“Yes,” he said apropos of nothing and then he lay on his back, put his hands behind his head, and gazed up into the palm tree. How he missed the sausages I have no idea. He muttered something to himself-the words of a song, I think-and then after a minute he turned to me.
“We better go inside. Isabella’s getting your cousins, we’re having an early dinner,” he said.
“I’m not even hungry yet,” Ricky said.
Dad ignored Ricky and lifted him onto his shoulders, something he hadn’t done since Ricky was about five. I took his hand.
We walked into the house.
Dinner. The UFC man’s dining room. A hardwood floor elevated so that you could see through the Spanish windows to the old coffee fields beyond. China plates, silver serving spoons, and even a chandelier that had been in the house since the twenties.
We had changed into our best clothes, Ricky in a stiff shirt and me in a black Sunday dress.
It was still hot. The house had an electric fan but it wasn’t working.
Around the table: Aunt Isabella, Mom, Dad, Ricky, me, Uncle Arturo, María, Juanita, Danny, Julio, and the new arrival, little Bella. I was jealous of María and Juanita that they had a baby in the house and I wondered when Dad and Mom were going to make a sister for me.
Servants were forbidden in Cuba, but Uncle Arturo had two: a black woman from the village called Luisa Pedrona who made the food and a girl from Las Tunas who brought it to the table. Aunt Isabella was famous for her inability to cook, but the fiction around the table was that she had made everything.
“These plantains are amazing,” Mother said.
“Did you try the
Mom said that she had and that it was delicious too. She turned to Dad but he merely grunted and I could see that he’d hardly touched anything.
I wolfed it all. Luisa was good at Cuban specialties and this was a Cuban meal that included such exotic things as fish, beef, and fresh fruit.
The men talked baseball and the woman talked children and the children said nothing at all.
We were onto the
The phone was in Uncle Arturo’s “study,” a small adjoining room that had a patio and leather chairs. It was where Uncle Arturo kept several hundred of the UFC man’s English books locked in a glass case, and it was where he had his own stash of Marlboro cigarettes and pornographic magazines in a rolltop American desk.
Dad bowed to Aunt Isabella, excused himself, and went into the study. The adults resumed their talk, which was something about President Clinton and the Miamistas. I was nearest the study door and couldn’t help but listen in on Dad’s end of the conversation.
“Yes? Yes? What is it?… Impossible. I’m in Santiago. You know what that train is like. How can I… No, no, no, of course not… They can go to hell… Yes. I’ll get the overnight. I hope this is not indicative of the state of the rest of the… Ok… Goodbye. Wait, wait, please tell José to remember the diesel.”
The conversation stopped.
Uncle Arturo was fortune-telling: “I predict that President Clinton and the pope will come together to Cuba for a visit. Mark my words. Remember this date.”
I remember. October 1, 1993.
The phone. The cradle. Father running his hand through his hair. He came back to the dinner table. His coconut pie was cold. He looked at Mom. He grinned at me and, reassured, I went back to my dessert.
“What was the call?” Uncle Arturo asked.
“Aldo got sick, my stand-in. They want me for the morning.”
Arturo was appalled. “You can’t go back. You only just got here. The kids haven’t had any time to play with their cousins. We haven’t even been to the beach.”
Dad shook his head. “No, no, everyone will stay. I’ll get the ten o’clock train back tonight.”
“Can’t they get anyone else? Why is it always you?” Mom asked.
“I’m the only one they trust,” he said, then walked over and kissed her on the forehead. Mom frowned, wondering, I suppose, if it was really Aldo or some hussy from the Vieja that Dad had been planning to see the whole time.
Sundown.
Games of canasta and poker and my favorite, twenty-one.
Uncle Arturo told a stupid joke: “What do you call a French sandal maker? Answer: Philippe Flop.”
Dad told a subversive joke: “What are the three successes of the Revolution? Answer: Health care, education, and sport. What are the three failures of the Revolution? Answer: Breakfast, lunch, and dinner.”
Supper of nutella on toast.
The bed. Ricky on one side, me on the other.
The fields alive with insects and huge colonies of Jamaican fruit bats blotting out the moon.
Dad in for the goodnight story and the kiss.
Rum breath. Tears in his eyes. No story. Nothing. Not even goodbye.
Next day.
The beach. The tide out and the sand wet, freezing. Kelp on the dunes, see-through jellyfish. My hands blue. A cut on my right thumb hurting in the wind.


Work task: Count the lines holding the string "xlabel" in the records, and give only the count.

Supplied information:
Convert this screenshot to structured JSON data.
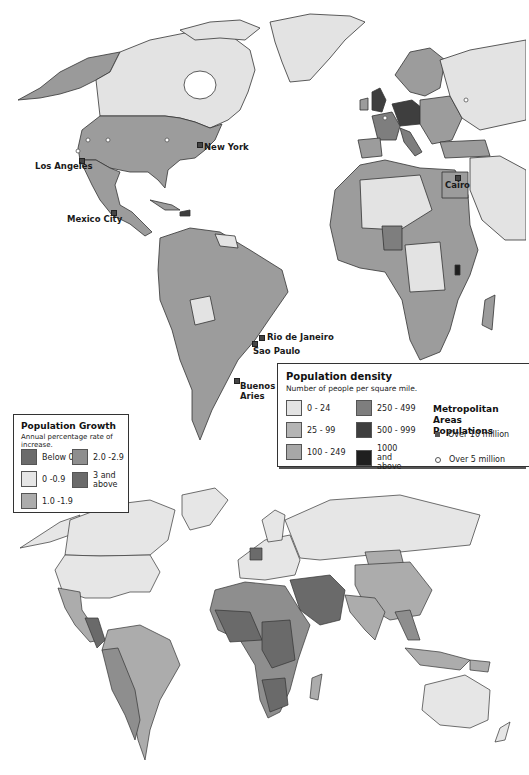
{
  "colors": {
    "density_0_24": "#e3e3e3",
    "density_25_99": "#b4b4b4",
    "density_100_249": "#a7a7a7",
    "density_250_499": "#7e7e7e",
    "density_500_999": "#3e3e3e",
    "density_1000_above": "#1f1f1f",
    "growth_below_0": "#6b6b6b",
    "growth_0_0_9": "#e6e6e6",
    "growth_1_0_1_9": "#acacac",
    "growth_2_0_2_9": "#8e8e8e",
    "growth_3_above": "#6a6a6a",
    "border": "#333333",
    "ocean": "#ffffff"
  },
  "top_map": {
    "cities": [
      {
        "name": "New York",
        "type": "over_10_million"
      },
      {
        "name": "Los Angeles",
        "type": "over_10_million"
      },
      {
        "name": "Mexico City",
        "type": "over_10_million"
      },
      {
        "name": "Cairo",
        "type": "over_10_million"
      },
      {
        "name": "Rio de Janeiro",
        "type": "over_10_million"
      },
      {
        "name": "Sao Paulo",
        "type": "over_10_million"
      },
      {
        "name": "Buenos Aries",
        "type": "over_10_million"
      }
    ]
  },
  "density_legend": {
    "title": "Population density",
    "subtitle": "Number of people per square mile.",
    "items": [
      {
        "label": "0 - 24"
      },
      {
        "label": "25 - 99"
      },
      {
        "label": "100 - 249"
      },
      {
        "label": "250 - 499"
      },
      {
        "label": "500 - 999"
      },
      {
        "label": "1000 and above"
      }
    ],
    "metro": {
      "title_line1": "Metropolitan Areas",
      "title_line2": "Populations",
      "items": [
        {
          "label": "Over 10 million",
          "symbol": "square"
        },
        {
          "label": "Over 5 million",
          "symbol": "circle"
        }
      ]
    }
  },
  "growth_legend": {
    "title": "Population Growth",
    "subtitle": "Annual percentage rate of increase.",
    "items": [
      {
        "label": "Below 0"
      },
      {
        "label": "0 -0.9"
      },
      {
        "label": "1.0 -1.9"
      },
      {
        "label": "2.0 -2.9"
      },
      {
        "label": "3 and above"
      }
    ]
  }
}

...

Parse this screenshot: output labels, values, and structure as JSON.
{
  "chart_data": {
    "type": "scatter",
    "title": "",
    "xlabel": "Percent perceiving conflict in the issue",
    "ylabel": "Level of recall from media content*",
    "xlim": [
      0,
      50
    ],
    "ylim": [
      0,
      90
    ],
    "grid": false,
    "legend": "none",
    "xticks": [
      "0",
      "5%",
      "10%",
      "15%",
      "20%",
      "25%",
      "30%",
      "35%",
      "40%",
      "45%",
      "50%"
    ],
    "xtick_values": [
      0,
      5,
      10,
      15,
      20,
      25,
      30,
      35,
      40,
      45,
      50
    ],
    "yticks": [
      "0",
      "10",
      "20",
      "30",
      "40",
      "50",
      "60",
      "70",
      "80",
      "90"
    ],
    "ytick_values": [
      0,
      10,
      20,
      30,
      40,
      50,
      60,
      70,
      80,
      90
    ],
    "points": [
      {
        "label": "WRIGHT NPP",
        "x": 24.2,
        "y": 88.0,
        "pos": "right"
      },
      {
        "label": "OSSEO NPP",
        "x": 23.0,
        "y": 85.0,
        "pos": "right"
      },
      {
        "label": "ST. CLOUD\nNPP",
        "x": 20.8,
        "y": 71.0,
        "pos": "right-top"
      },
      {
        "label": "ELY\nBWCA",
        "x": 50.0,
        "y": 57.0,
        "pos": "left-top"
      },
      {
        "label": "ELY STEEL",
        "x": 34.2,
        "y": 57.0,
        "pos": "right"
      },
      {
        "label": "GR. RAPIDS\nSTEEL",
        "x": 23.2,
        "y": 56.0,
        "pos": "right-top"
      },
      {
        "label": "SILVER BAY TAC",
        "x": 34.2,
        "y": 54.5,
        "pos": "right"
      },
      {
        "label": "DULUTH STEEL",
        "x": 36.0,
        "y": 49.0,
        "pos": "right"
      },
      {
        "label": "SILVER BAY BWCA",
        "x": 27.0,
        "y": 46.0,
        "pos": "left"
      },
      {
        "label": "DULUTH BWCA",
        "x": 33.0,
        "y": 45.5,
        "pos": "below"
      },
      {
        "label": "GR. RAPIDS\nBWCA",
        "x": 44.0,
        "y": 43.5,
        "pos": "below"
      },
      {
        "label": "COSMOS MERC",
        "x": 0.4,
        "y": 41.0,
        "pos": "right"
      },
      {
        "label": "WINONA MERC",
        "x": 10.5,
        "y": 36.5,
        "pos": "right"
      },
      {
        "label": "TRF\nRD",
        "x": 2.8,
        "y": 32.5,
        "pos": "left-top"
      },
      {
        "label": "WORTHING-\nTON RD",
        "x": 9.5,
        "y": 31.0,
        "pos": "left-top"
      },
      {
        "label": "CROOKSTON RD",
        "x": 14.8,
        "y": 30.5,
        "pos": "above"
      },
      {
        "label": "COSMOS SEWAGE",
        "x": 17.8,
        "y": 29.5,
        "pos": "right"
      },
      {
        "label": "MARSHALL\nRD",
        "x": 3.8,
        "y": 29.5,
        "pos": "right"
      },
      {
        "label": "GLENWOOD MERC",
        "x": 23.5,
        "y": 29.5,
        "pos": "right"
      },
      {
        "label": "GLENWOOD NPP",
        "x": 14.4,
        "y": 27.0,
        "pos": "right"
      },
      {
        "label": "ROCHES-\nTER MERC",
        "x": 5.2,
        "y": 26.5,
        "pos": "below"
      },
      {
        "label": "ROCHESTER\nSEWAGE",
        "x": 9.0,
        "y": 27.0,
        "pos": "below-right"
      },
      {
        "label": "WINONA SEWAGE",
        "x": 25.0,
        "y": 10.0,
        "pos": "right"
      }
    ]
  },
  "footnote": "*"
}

* * *

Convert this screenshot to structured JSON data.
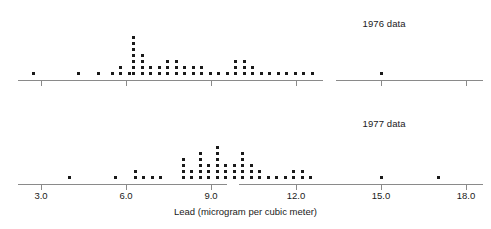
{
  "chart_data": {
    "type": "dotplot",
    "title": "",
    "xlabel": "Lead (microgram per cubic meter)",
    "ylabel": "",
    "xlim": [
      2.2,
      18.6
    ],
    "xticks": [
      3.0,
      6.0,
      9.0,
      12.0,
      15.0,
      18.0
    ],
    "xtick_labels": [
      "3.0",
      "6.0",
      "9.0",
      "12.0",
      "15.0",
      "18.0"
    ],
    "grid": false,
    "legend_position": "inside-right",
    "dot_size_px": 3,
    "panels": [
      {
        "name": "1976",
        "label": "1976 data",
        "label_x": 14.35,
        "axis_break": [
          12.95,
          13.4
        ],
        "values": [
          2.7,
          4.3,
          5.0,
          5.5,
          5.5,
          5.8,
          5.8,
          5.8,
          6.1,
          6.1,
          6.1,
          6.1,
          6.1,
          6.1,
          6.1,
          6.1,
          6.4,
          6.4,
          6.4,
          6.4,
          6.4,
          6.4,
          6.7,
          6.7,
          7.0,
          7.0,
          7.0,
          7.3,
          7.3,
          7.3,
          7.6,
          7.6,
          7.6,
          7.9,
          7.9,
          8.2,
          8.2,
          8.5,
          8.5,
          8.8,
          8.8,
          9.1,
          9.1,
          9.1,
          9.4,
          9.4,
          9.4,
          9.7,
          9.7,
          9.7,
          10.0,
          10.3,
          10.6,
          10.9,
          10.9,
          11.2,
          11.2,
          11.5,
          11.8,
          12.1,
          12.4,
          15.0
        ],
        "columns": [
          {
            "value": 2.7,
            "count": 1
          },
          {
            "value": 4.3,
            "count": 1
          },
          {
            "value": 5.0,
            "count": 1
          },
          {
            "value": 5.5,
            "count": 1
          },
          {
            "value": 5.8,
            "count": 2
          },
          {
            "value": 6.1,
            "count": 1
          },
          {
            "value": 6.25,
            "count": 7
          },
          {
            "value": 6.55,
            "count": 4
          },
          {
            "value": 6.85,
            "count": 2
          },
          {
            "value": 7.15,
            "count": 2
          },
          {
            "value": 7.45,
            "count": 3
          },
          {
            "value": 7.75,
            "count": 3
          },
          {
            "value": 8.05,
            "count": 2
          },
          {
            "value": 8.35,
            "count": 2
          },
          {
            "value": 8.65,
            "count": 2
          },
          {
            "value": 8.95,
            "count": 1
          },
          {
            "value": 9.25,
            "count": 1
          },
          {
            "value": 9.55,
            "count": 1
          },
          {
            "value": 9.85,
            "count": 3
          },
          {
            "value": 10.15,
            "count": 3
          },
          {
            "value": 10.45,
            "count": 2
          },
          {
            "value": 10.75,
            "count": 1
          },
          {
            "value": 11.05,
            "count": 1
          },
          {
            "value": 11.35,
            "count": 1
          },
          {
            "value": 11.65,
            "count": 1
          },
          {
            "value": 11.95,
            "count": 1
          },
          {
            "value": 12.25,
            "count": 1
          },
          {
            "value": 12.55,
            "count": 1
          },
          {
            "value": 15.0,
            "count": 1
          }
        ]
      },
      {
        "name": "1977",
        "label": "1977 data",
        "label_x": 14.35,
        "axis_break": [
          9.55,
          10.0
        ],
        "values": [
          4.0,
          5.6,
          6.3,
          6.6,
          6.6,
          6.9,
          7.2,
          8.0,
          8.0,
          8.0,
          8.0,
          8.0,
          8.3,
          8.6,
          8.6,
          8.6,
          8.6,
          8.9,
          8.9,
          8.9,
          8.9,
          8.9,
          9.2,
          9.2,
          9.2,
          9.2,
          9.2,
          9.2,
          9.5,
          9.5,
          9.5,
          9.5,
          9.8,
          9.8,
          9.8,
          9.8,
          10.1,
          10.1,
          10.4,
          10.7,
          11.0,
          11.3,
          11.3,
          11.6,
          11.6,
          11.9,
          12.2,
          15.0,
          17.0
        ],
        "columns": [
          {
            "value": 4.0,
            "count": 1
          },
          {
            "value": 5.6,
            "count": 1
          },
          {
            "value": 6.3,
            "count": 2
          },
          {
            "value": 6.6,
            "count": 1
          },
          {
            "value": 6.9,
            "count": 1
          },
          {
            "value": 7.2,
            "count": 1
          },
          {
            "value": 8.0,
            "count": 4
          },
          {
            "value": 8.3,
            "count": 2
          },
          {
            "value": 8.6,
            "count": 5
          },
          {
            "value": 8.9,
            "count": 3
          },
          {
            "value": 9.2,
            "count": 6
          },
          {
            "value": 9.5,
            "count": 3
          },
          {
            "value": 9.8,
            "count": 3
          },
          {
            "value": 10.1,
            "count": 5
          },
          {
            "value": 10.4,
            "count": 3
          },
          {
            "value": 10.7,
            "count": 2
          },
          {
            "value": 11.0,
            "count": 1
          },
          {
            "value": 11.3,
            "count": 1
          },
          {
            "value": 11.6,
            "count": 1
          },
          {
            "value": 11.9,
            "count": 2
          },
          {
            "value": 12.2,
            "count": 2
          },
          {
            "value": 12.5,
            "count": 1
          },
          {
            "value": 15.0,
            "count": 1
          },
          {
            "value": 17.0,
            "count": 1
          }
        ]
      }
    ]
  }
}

Task solution: 2